The American Civil Liberties Union of Rhode Island has requested the “gag order” issued for the settlement discussions in the pension case be lifted now that plaintiffs are voting on a possible settlement agreement. In a letter delivered Friday to R.I. Superior Court Judge Sarah Taft-Carter, the ACLU said that since the “broadly written” gag order was issued to protect the confidentiality of the mediation process, it is “counter-productive and unduly intrusive on basic First Amendment values to allow it to remain in effect” now that that task is completed.

In the letter, ACLU of Rhode Island executive director Steven Brown noted that, as plaintiffs began an expedited process of considering and voting on a settlement agreement, various explanations of the agreement have circulated with no public details coming from those who know what it contains.
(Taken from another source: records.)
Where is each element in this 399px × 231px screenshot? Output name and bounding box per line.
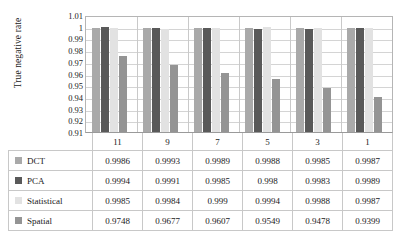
- series-name-label: Spatial: [27, 216, 52, 226]
- series-name-label: DCT: [27, 156, 45, 166]
- bar-dct: [347, 28, 356, 132]
- y-axis-tick: 0.93: [68, 106, 83, 115]
- bar-statistical: [110, 28, 119, 132]
- table-value-cell: 0.9986: [93, 151, 143, 171]
- table-value-cell: 0.9985: [193, 171, 243, 191]
- table-row: DCT0.99860.99930.99890.99880.99850.9987: [9, 151, 393, 171]
- category-header-cell: 7: [193, 133, 243, 151]
- legend-cell-pca: PCA: [9, 171, 93, 191]
- bar-spatial: [170, 65, 179, 133]
- table-value-cell: 0.9994: [243, 191, 293, 211]
- table-value-cell: 0.999: [193, 191, 243, 211]
- table-value-cell: 0.9994: [93, 171, 143, 191]
- table-value-cell: 0.9988: [293, 191, 343, 211]
- y-axis-tick: 1: [79, 24, 83, 33]
- legend-cell-dct: DCT: [9, 151, 93, 171]
- y-axis-tick: 0.92: [68, 117, 83, 126]
- y-axis-tick: 0.94: [68, 94, 83, 103]
- table-value-cell: 0.9987: [343, 151, 393, 171]
- bar-spatial: [272, 79, 281, 132]
- y-axis-tick: 0.97: [68, 59, 83, 68]
- legend-cell-spatial: Spatial: [9, 211, 93, 231]
- legend-swatch-icon: [15, 177, 22, 184]
- legend-cell-statistical: Statistical: [9, 191, 93, 211]
- table-value-cell: 0.9983: [293, 171, 343, 191]
- table-value-cell: 0.9989: [343, 171, 393, 191]
- chart-figure: True negative rate 1.0110.990.980.970.96…: [0, 0, 399, 231]
- table-value-cell: 0.9748: [93, 211, 143, 231]
- category-header-cell: 1: [343, 133, 393, 151]
- table-value-cell: 0.9478: [293, 211, 343, 231]
- bar-pca: [203, 28, 212, 132]
- category-separator: [290, 17, 291, 132]
- category-header-cell: 9: [143, 133, 193, 151]
- bar-pca: [254, 29, 263, 132]
- table-value-cell: 0.9993: [143, 151, 193, 171]
- bar-group: [188, 17, 239, 132]
- bar-dct: [194, 28, 203, 132]
- bar-statistical: [263, 27, 272, 132]
- table-value-cell: 0.9989: [193, 151, 243, 171]
- table-row: Spatial0.97480.96770.96070.95490.94780.9…: [9, 211, 393, 231]
- plot-area: [85, 16, 393, 133]
- category-separator: [137, 17, 138, 132]
- data-table: 1197531DCT0.99860.99930.99890.99880.9985…: [8, 133, 393, 231]
- y-axis-tick: 0.99: [68, 35, 83, 44]
- bar-dct: [92, 28, 101, 132]
- series-name-label: Statistical: [27, 196, 63, 206]
- bar-spatial: [323, 88, 332, 132]
- series-name-label: PCA: [27, 176, 45, 186]
- bar-group: [137, 17, 188, 132]
- table-value-cell: 0.9987: [343, 191, 393, 211]
- bar-statistical: [212, 28, 221, 132]
- bar-chart: True negative rate 1.0110.990.980.970.96…: [0, 0, 399, 134]
- bar-statistical: [161, 29, 170, 132]
- category-separator: [188, 17, 189, 132]
- y-axis-tick: 1.01: [68, 12, 83, 21]
- category-header-cell: 3: [293, 133, 343, 151]
- category-header-cell: 11: [93, 133, 143, 151]
- table-corner-cell: [9, 133, 93, 151]
- bar-group: [86, 17, 137, 132]
- bar-pca: [356, 28, 365, 132]
- y-axis-tick: 0.96: [68, 71, 83, 80]
- legend-swatch-icon: [15, 197, 22, 204]
- legend-swatch-icon: [15, 217, 22, 224]
- bars-layer: [86, 17, 392, 132]
- bar-spatial: [221, 73, 230, 132]
- bar-spatial: [119, 56, 128, 132]
- table-value-cell: 0.9984: [143, 191, 193, 211]
- table-row: Statistical0.99850.99840.9990.99940.9988…: [9, 191, 393, 211]
- table-value-cell: 0.9607: [193, 211, 243, 231]
- y-axis-tick: 0.98: [68, 47, 83, 56]
- category-separator: [341, 17, 342, 132]
- bar-pca: [152, 28, 161, 132]
- y-axis-tick: 0.95: [68, 82, 83, 91]
- bar-statistical: [365, 28, 374, 132]
- table-value-cell: 0.9399: [343, 211, 393, 231]
- bar-group: [290, 17, 341, 132]
- table-value-cell: 0.9549: [243, 211, 293, 231]
- bar-dct: [245, 28, 254, 132]
- table-row-categories: 1197531: [9, 133, 393, 151]
- legend-swatch-icon: [15, 157, 22, 164]
- category-separator: [239, 17, 240, 132]
- table-value-cell: 0.9677: [143, 211, 193, 231]
- bar-pca: [305, 29, 314, 132]
- bar-group: [341, 17, 392, 132]
- table-value-cell: 0.9988: [243, 151, 293, 171]
- category-header-cell: 5: [243, 133, 293, 151]
- bar-statistical: [314, 28, 323, 132]
- bar-dct: [296, 28, 305, 132]
- bar-pca: [101, 27, 110, 132]
- table-value-cell: 0.9985: [93, 191, 143, 211]
- table-value-cell: 0.998: [243, 171, 293, 191]
- bar-spatial: [374, 97, 383, 132]
- table-value-cell: 0.9991: [143, 171, 193, 191]
- table-row: PCA0.99940.99910.99850.9980.99830.9989: [9, 171, 393, 191]
- y-axis-tick-labels: 1.0110.990.980.970.960.950.940.930.920.9…: [58, 12, 83, 134]
- bar-group: [239, 17, 290, 132]
- y-axis-title: True negative rate: [13, 0, 23, 109]
- table-value-cell: 0.9985: [293, 151, 343, 171]
- bar-dct: [143, 28, 152, 132]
The letter stated that due to the gag order, “Both the individuals on whose behalf this offer has been made and members of the taxpaying general public who will be responsible for the costs associated with any settlement are at a distinct disadvantage: they cannot hear directly from the individuals most knowledgeable on this ‘final offer’ settlement about what it includes and what it means.”

Given the extreme public significance of this lawsuit, Brown urged Judge Taft-Carter to advance the public’s right to know by repealing the order now that a final offer is on the table.

Brown stated: “Any gag order, however well intentioned, has significant consequences for the vitality of freedom of speech. It can erode trust in the judicial process, unfairly limit the public’s right to know and, as evidenced in this instance, unnecessarily generate widespread confusion.”